Several members of my family, who had been chatting animatedly over mugs of hot sweet tea, were abruptly silent. We were all packed in a modest hotel room in Rameswaram, an island off the South Indian state of Tamil Nadu.
The unnatural moment of stillness was instantly noticeable for two reasons - the sudden peal of rain beating against the windows, and the fact that there is rarely silence when my family, who live on three continents and talk every day on WhatsApp, get to be together.
My aunt, who had been lying casually on her hotel bed, stood up to reach for her handbag. She pulled out a sanitary towel and handed it over to me.
"This will tide you over until we can stop by a pharmacy," she said. And looking rather sadly at me, she added: "You know what this means, don't you?"
I didn't.
"You won't be able to come to the temple."
Our family were not holidaying in Rameswaram. Although tourism and fishery are the two dominant industries of the 60 sq km (23 sq miles) island, we were there for a very specific and sombre reason.
It had been a year since the death of my beloved grandmother, the glue that kept our trans-continental family close.
On hearing the news of her death last December, we had all taken the next available flight to attend her funeral.
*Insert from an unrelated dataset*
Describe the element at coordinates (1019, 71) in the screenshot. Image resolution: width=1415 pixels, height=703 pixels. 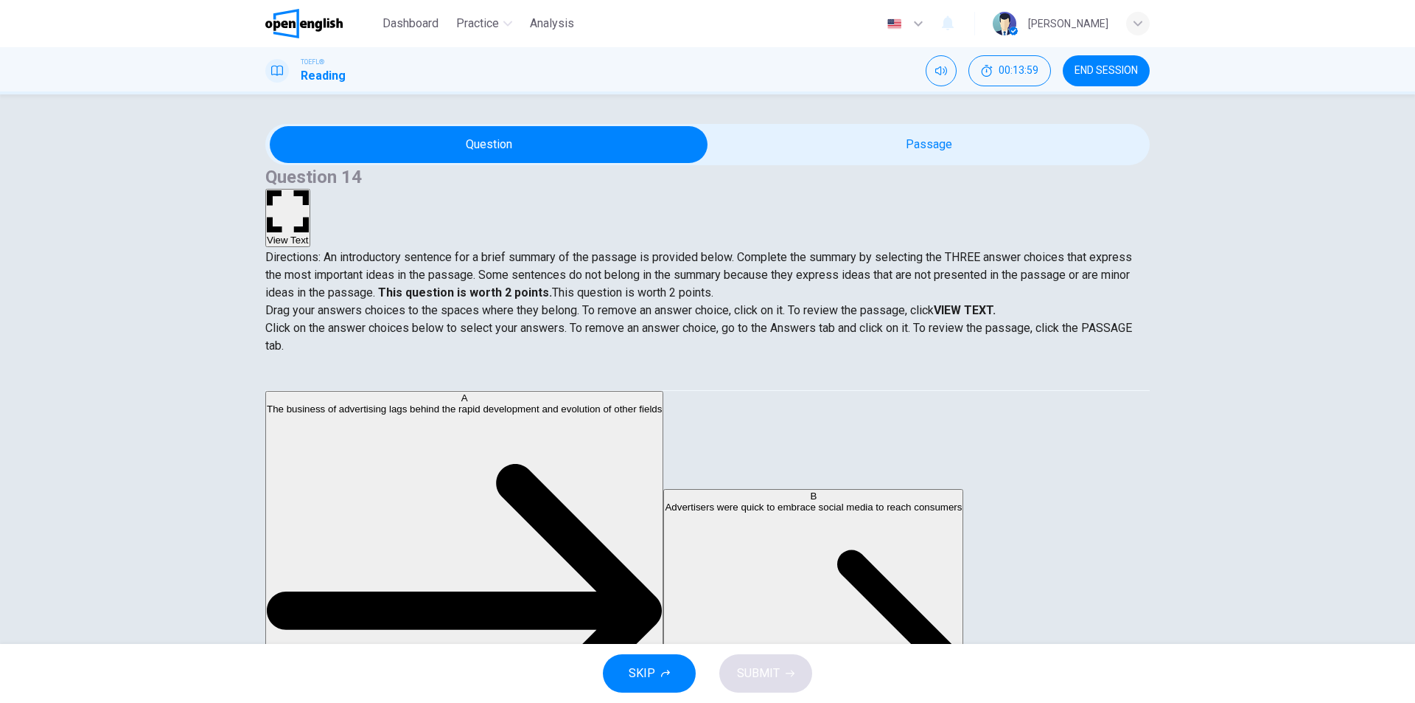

There are numerous traditions in Hindu culture surrounding death, depending on which part of India you're from.
My family observes a set of South Indian Hindu rituals for the death of someone close. We took her body back to our family home, wrapped her in white cotton, laid her on a large banana leaf and prayed together. The men took her body for cremation - a moment I wished I could have attended.
We hadn't eaten meat for 15 days after her death. We performed a special ceremony 90 days after.
We said our goodbyes to each other at the airport, promising that we would meet again for the next stage of the ritual, the final chapter of our mourning, at Rameswaram - a well-known Hindu pilgrimage site.
It is where my grandmother performed the final rites when my grandfather died 36 years ago.
Rameswaram is famous for its historic temple, perched on the Bay of Bengal. Legend says that this was the place from where the Hindu god Rama built a bridge across the sea to Sri Lanka to rescue his wife Sita from her abductor.
At various points during the three flights and the bumpy car journey, I'd read about the long ornate corridors, sacred towers and huge engraved stone pillars, and how people came to Rameswaram at significant moments. I hadn't considered myself religious but it occurred to me that I was now also a pilgrim.
I'd thought a lot about Rameswaram and what the final chapter of saying goodbye would be like in the months following my grandmother's death.
Back in my aunt's hotel room, holding her sanitary pad, having her tell me that I was now excluded from entering the the final part of our shared family mourning, I found myself on the defensive.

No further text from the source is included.